ISBN-13: 9781526106988 / Angielski / Miękka / 2016 / 216 str.
This collection experiments with new styles of cultural criticism and explores how academics might write in more engaging ways. Sometimes more personally, sometimes more poetically, the chapters in this book all express the desire to write otherwise. Reworking forms such as the memoir, family history and ethnography, these essays engage readers directly and immediately in questions of narration, representation and ethics.
Leading figures in their field, including Marianne Hirsch, Lynne Pearce, Griselda Pollock, Carol Smart, Jackie Stacey and Janet Wolff, step outside their usual ways of writing to explore how their academic concerns might be more imaginatively articulated.
Contributions move beyond conventional academic writing and into more exploratory registers to consider subjects such as: feminist collaborations, memories of dislocation, movement and belonging, intimacy and affect, encountering difference, passionate connections to art and opera. Some chapters use personal writing to interrogate theoretical issues; others put conceptual questions next to therapeutic ones; all of them offer the reader new ways of thinking about how and why we write, and how we might do it differently. Discovering the creative spaces in between traditional genres, many of the chapters show how new styles of writing open up new ways of doing cultural criticism.
This book will be of interest to readers across the humanities disciplines and in the interdisciplinary fields of cultural studies, gender studies and visual studies, as well as to the general reader with an interest in writing and culture.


ABOUT THIS TASK
Starting at the line that holds "Locate an element", reproduce each line exactly up to and including the last line of the records below. Pictures stay out.

------------------------------------------------------------------------

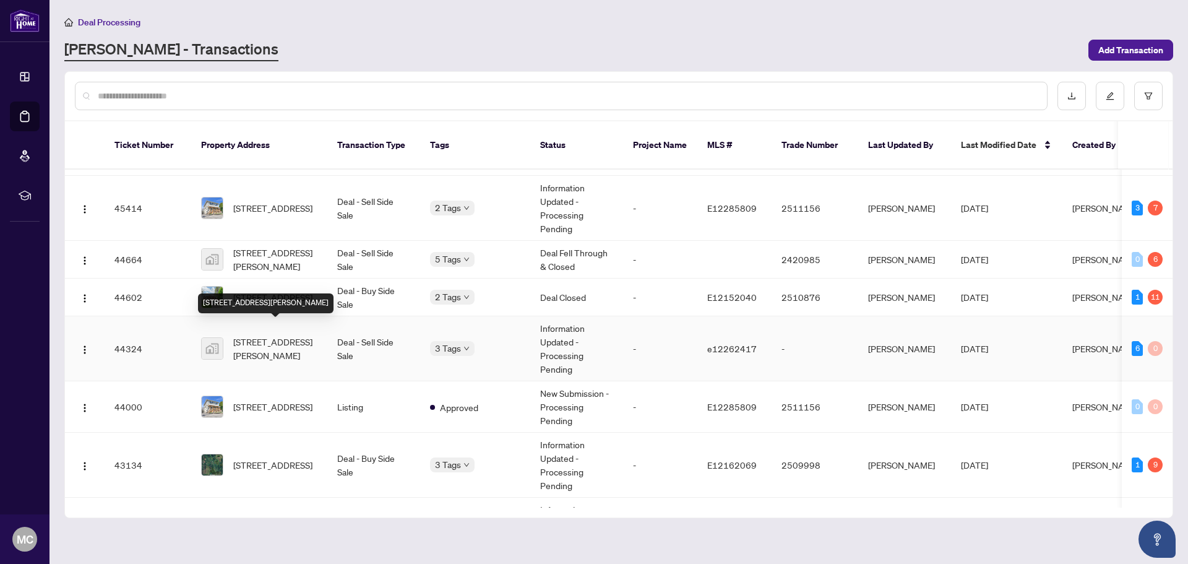 Image resolution: width=1188 pixels, height=564 pixels. I want to click on td: 2509998, so click(815, 465).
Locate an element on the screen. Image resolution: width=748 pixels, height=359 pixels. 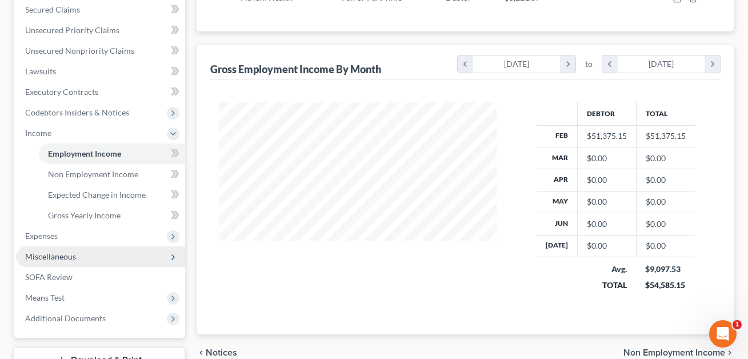
a: Executory Contracts is located at coordinates (101, 92).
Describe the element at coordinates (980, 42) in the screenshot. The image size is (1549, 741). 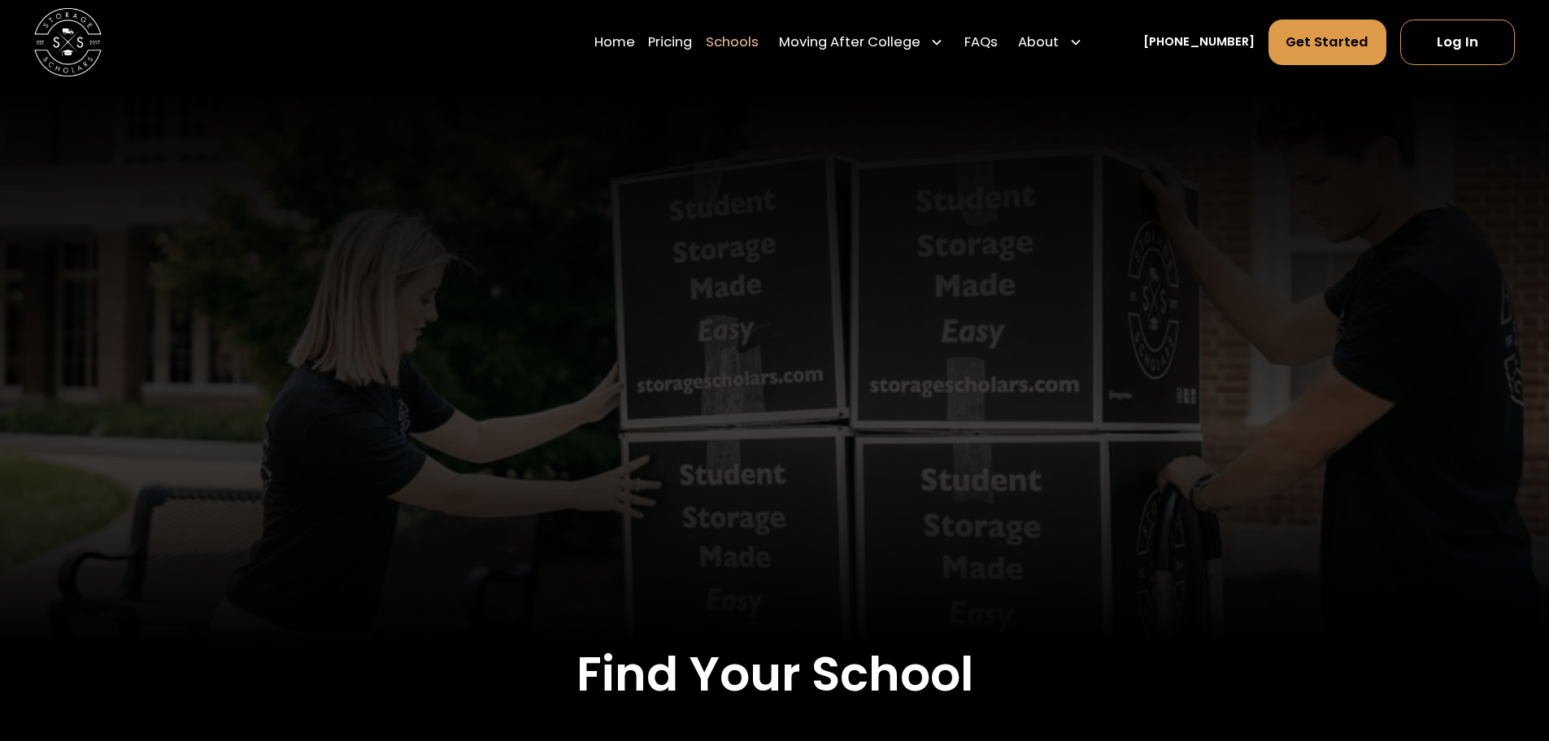
I see `a: FAQs` at that location.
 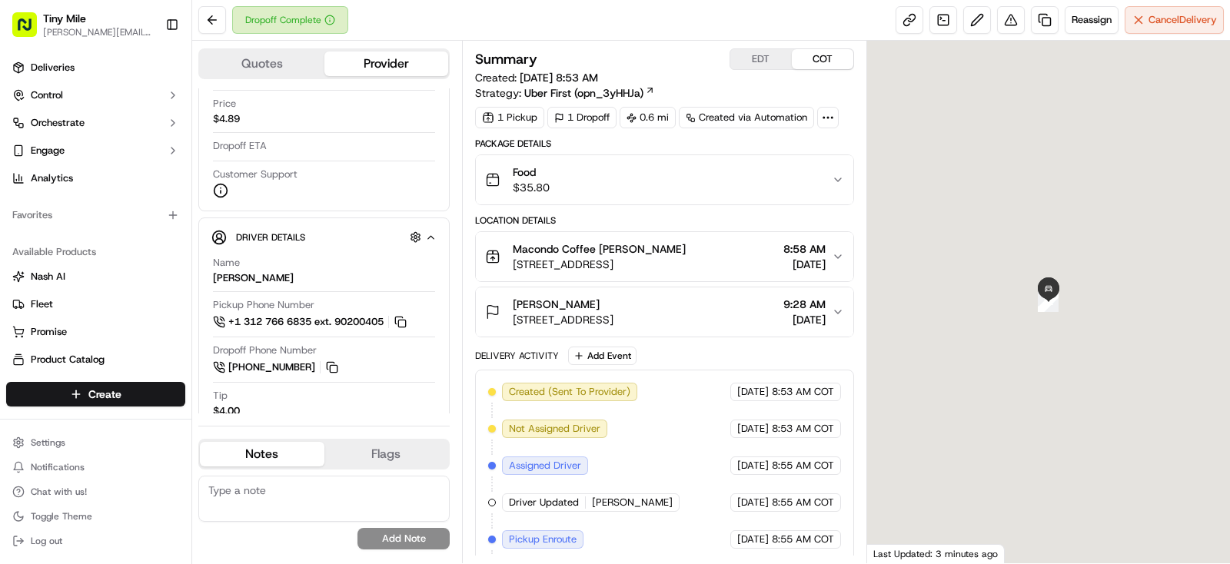 I want to click on h3: Summary, so click(x=506, y=59).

------------------------------------------------------------------------

EXERCISE RESPONSE
Locate an element on the screen. Image resolution: width=748 pixels, height=359 pixels. 
a: Executory Contracts is located at coordinates (101, 92).
Describe the element at coordinates (980, 42) in the screenshot. The image size is (1549, 741). 
I see `a: FAQs` at that location.
  I want to click on h3: Summary, so click(x=506, y=59).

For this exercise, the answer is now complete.